Monitoring the Migration
Track key metrics throughout the migration:
- Error rates: Compare error rates between legacy and new implementations per endpoint.
- Latency: Verify the new implementation doesn't regress performance.
- Parity percentage: What fraction of traffic has been migrated?
- Rollback count: How often are you rolling back? Frequent rollbacks indicate your slices are too large.
# Grafana dashboard panels for migration tracking
- panel: "Traffic by Backend"
query: sum(rate(http_requests_total[5m])) by (backend)
# Shows: legacy=1240/s, new=60/s (5% migrated)
- panel: "Error Rate by Backend"
query: sum(rate(http_errors_total[5m])) by (backend)
# Verify new is not worse than legacy
- panel: "Migration Progress"
query: count(migrated_routes) / count(total_routes) * 100
Common Pitfalls
Slices that are too large: The more functionality you try to migrate at once, the higher the risk of each deployment.

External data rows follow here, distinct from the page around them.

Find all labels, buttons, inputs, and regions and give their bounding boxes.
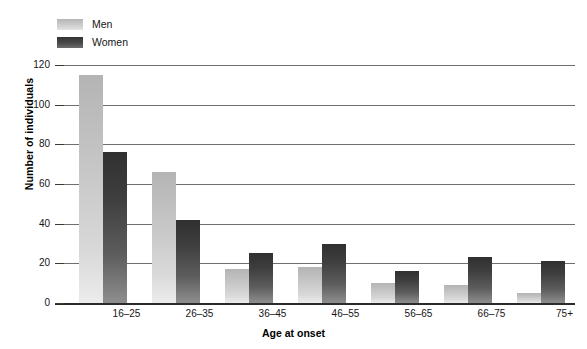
bar-men-36-45[interactable] (225, 269, 249, 303)
bar-men-26-35[interactable] (152, 172, 176, 303)
y-axis-tick (55, 105, 64, 106)
bar-men-66-75[interactable] (444, 285, 468, 303)
x-axis-line (55, 303, 575, 305)
bar-group (225, 65, 273, 303)
y-axis-tick (55, 144, 64, 145)
bar-women-75+[interactable] (541, 261, 565, 303)
bar-men-56-65[interactable] (371, 283, 395, 303)
bar-group (371, 65, 419, 303)
chart-legend: Men Women (57, 17, 128, 53)
bar-women-16-25[interactable] (103, 152, 127, 303)
legend-swatch-women-icon (57, 37, 83, 48)
y-axis-tick-label: 120 (16, 60, 50, 70)
bar-women-56-65[interactable] (395, 271, 419, 303)
x-axis-tick-label: 75+ (520, 308, 587, 319)
bar-women-46-55[interactable] (322, 244, 346, 304)
y-axis-title: Number of individuals (23, 49, 35, 219)
y-axis-tick (55, 65, 64, 66)
legend-swatch-men-icon (57, 19, 83, 30)
y-axis-tick (55, 184, 64, 185)
y-axis-tick-label: 60 (16, 179, 50, 189)
plot-area: 02040608010012016–2526–3536–4546–5556–65… (64, 65, 575, 303)
bar-group (79, 65, 127, 303)
y-axis-tick (55, 303, 64, 304)
legend-item-women: Women (57, 35, 128, 50)
y-axis-tick-label: 80 (16, 139, 50, 149)
bar-group (298, 65, 346, 303)
y-axis-tick-label: 20 (16, 258, 50, 268)
bar-women-66-75[interactable] (468, 257, 492, 303)
y-axis-tick-label: 0 (16, 298, 50, 308)
bar-chart: Men Women Number of individuals 02040608… (0, 0, 587, 349)
legend-label-women: Women (92, 37, 128, 48)
bar-men-46-55[interactable] (298, 267, 322, 303)
y-axis-tick (55, 224, 64, 225)
bar-group (152, 65, 200, 303)
y-axis-tick-label: 100 (16, 100, 50, 110)
y-axis-tick-label: 40 (16, 219, 50, 229)
bar-men-16-25[interactable] (79, 75, 103, 303)
legend-label-men: Men (92, 19, 112, 30)
y-axis-tick (55, 263, 64, 264)
bar-women-26-35[interactable] (176, 220, 200, 303)
bar-group (444, 65, 492, 303)
bar-group (517, 65, 565, 303)
bar-men-75+[interactable] (517, 293, 541, 303)
x-axis-title: Age at onset (0, 327, 587, 339)
legend-item-men: Men (57, 17, 128, 32)
bar-women-36-45[interactable] (249, 253, 273, 303)
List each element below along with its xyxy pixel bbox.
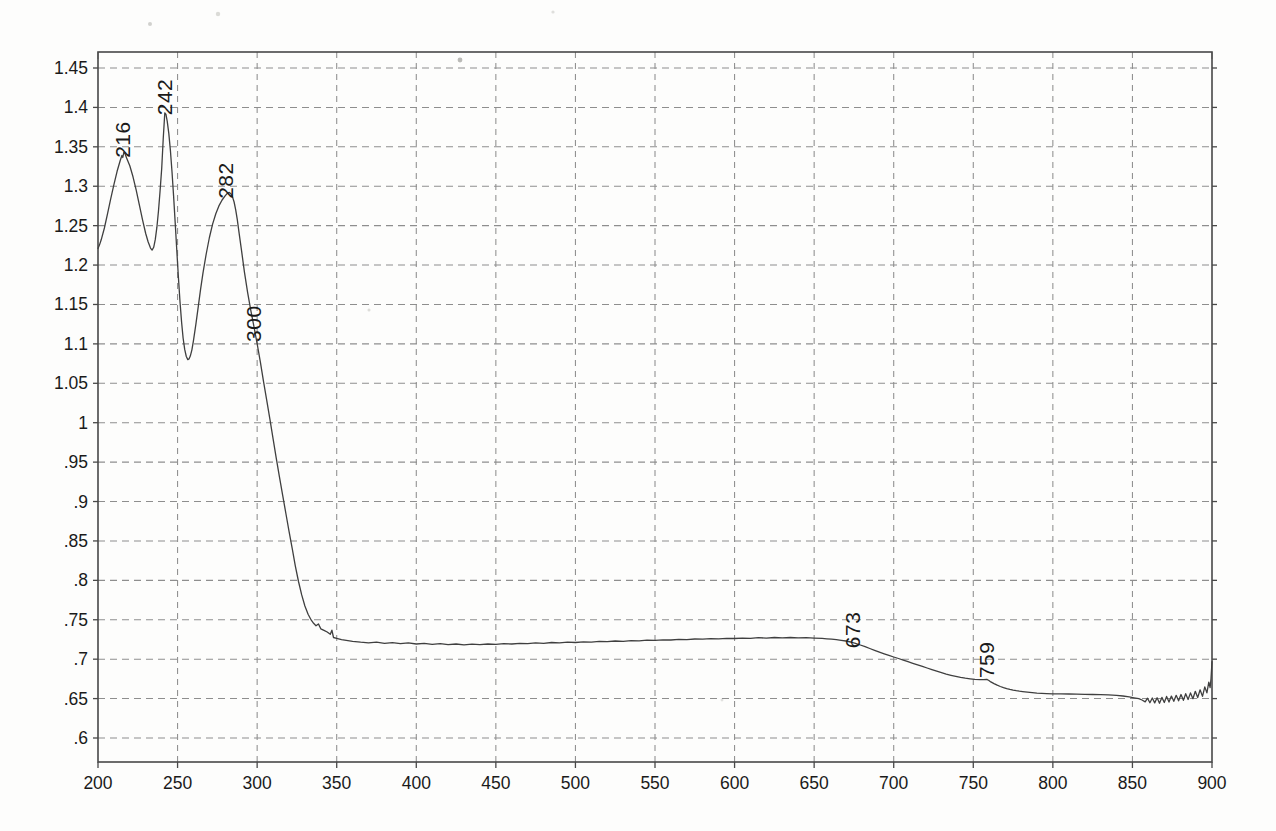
y-tick-label: 1.1 bbox=[64, 334, 88, 354]
y-tick-label: .85 bbox=[64, 531, 88, 551]
y-tick-label: 1.25 bbox=[54, 216, 88, 236]
x-tick-label: 500 bbox=[561, 773, 590, 793]
peak-label-242: 242 bbox=[153, 79, 176, 116]
x-tick-label: 650 bbox=[800, 773, 829, 793]
peak-label-673: 673 bbox=[841, 612, 864, 649]
x-tick-label: 700 bbox=[879, 773, 908, 793]
x-tick-label: 750 bbox=[959, 773, 988, 793]
x-tick-label: 450 bbox=[481, 773, 510, 793]
y-tick-label: 1.05 bbox=[54, 373, 88, 393]
scan-artifacts bbox=[148, 10, 723, 701]
y-tick-label: .65 bbox=[64, 689, 88, 709]
x-tick-label: 800 bbox=[1038, 773, 1067, 793]
y-tick-label: .6 bbox=[73, 728, 88, 748]
peak-label-300: 300 bbox=[242, 305, 265, 342]
x-tick-label: 550 bbox=[640, 773, 669, 793]
y-tick-label: .95 bbox=[64, 452, 88, 472]
x-tick-label: 400 bbox=[402, 773, 431, 793]
scan-speck bbox=[458, 58, 463, 63]
y-tick-label: 1 bbox=[78, 413, 88, 433]
x-tick-label: 850 bbox=[1118, 773, 1147, 793]
x-tick-label: 350 bbox=[322, 773, 351, 793]
y-tick-label: .7 bbox=[73, 649, 88, 669]
y-tick-label: .75 bbox=[64, 610, 88, 630]
scan-speck bbox=[551, 10, 554, 13]
scan-speck bbox=[216, 12, 220, 16]
uv-vis-absorbance-spectrum-chart: 1.451.41.351.31.251.21.151.11.051.95.9.8… bbox=[0, 0, 1276, 831]
peak-label-759: 759 bbox=[975, 642, 998, 679]
x-tick-label: 900 bbox=[1197, 773, 1226, 793]
scanned-spectrum-page: 1.451.41.351.31.251.21.151.11.051.95.9.8… bbox=[0, 0, 1276, 831]
peak-label-216: 216 bbox=[111, 121, 134, 158]
x-tick-label: 200 bbox=[83, 773, 112, 793]
scan-speck bbox=[368, 309, 371, 312]
x-tick-label: 300 bbox=[243, 773, 272, 793]
y-tick-label: 1.15 bbox=[54, 294, 88, 314]
y-tick-label: 1.45 bbox=[54, 58, 88, 78]
y-tick-label: .9 bbox=[73, 492, 88, 512]
y-tick-label: .8 bbox=[73, 570, 88, 590]
scan-speck bbox=[148, 22, 152, 26]
peak-label-282: 282 bbox=[214, 162, 237, 199]
x-tick-label: 250 bbox=[163, 773, 192, 793]
y-tick-label: 1.4 bbox=[64, 97, 89, 117]
grid-layer bbox=[98, 52, 1212, 762]
peak-annotation-layer: 216242282300673759 bbox=[111, 79, 998, 678]
y-tick-label: 1.3 bbox=[64, 176, 88, 196]
x-tick-label: 600 bbox=[720, 773, 749, 793]
y-tick-label: 1.2 bbox=[64, 255, 88, 275]
y-tick-label: 1.35 bbox=[54, 137, 88, 157]
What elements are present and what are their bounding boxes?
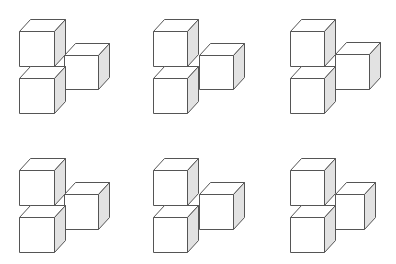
cube-front-face [154,79,188,114]
top-left-cube [154,20,199,67]
figure-3 [291,20,381,114]
top-left-cube [20,20,66,67]
cube-front-face [200,56,234,90]
figure-6 [291,159,376,253]
top-left-cube [20,159,66,206]
figure-5 [154,159,245,253]
right-cube [336,183,376,230]
bottom-left-cube [291,67,336,114]
cube-front-face [200,195,234,230]
cube-front-face [291,171,325,206]
cube-front-face [291,32,325,67]
cube-front-face [336,55,370,90]
cube-front-face [20,218,55,253]
figure-2 [154,20,245,114]
figure-4 [20,159,110,253]
cube-front-face [154,171,188,206]
figure-1 [20,20,110,114]
cube-front-face [291,79,325,114]
cube-front-face [291,218,325,253]
bottom-left-cube [291,206,336,253]
bottom-left-cube [154,67,199,114]
right-cube [336,43,381,90]
bottom-left-cube [20,206,66,253]
cube-front-face [20,32,55,67]
cube-front-face [154,218,188,253]
cube-figures-svg [0,0,396,264]
cube-puzzle-canvas [0,0,396,264]
right-cube [65,183,110,230]
bottom-left-cube [154,206,199,253]
cube-front-face [154,32,188,67]
cube-front-face [65,195,99,230]
cube-front-face [65,56,99,90]
cube-front-face [20,171,55,206]
cube-front-face [20,79,55,114]
right-cube [200,44,245,90]
cube-front-face [336,195,365,230]
right-cube [200,183,245,230]
top-left-cube [291,20,336,67]
bottom-left-cube [20,67,66,114]
top-left-cube [291,159,336,206]
right-cube [65,44,110,90]
top-left-cube [154,159,199,206]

If your migration slices take more than a sprint to complete, break them down further.
Neglecting the facade: Teams sometimes treat the proxy or facade as temporary infrastructure and let it become a mess of unmaintainable routing rules. The facade is load-bearing code during the migration; keep it clean.
Forgetting the decommission: The migration isn't done until the old system is turned off. Teams often migrate 80% and then lose momentum. Pre-commit to a decommission date for each legacy component and hold to it.
Data consistency during dual writes: When both systems write, you need clear rules about which is authoritative during each phase and what happens when they disagree.
When Not to Use It
The strangler fig pattern requires that there's a viable seam to intercept. Some systems resist this:
- Deeply embedded systems where you can't put a proxy in front
- Systems with such global shared state that partial migration causes incoherence
- Very small systems where a clean rewrite would take less time than setting up the migration infrastructure
For these cases, the "branch by abstraction" pattern (introducing abstractions in the existing codebase that allow safe replacement) may be more appropriate.
Summary
The strangler fig pattern works because it never asks you to bet everything on a big rewrite. Each slice is small enough to validate and roll back if needed. The system is always running. Users see continuous improvement rather than a multi-year pause followed by a new system that may or may not be better.
The key discipline is to keep slices small, instrument everything, and treat the facade as a first-class architectural component rather than a temporary hack.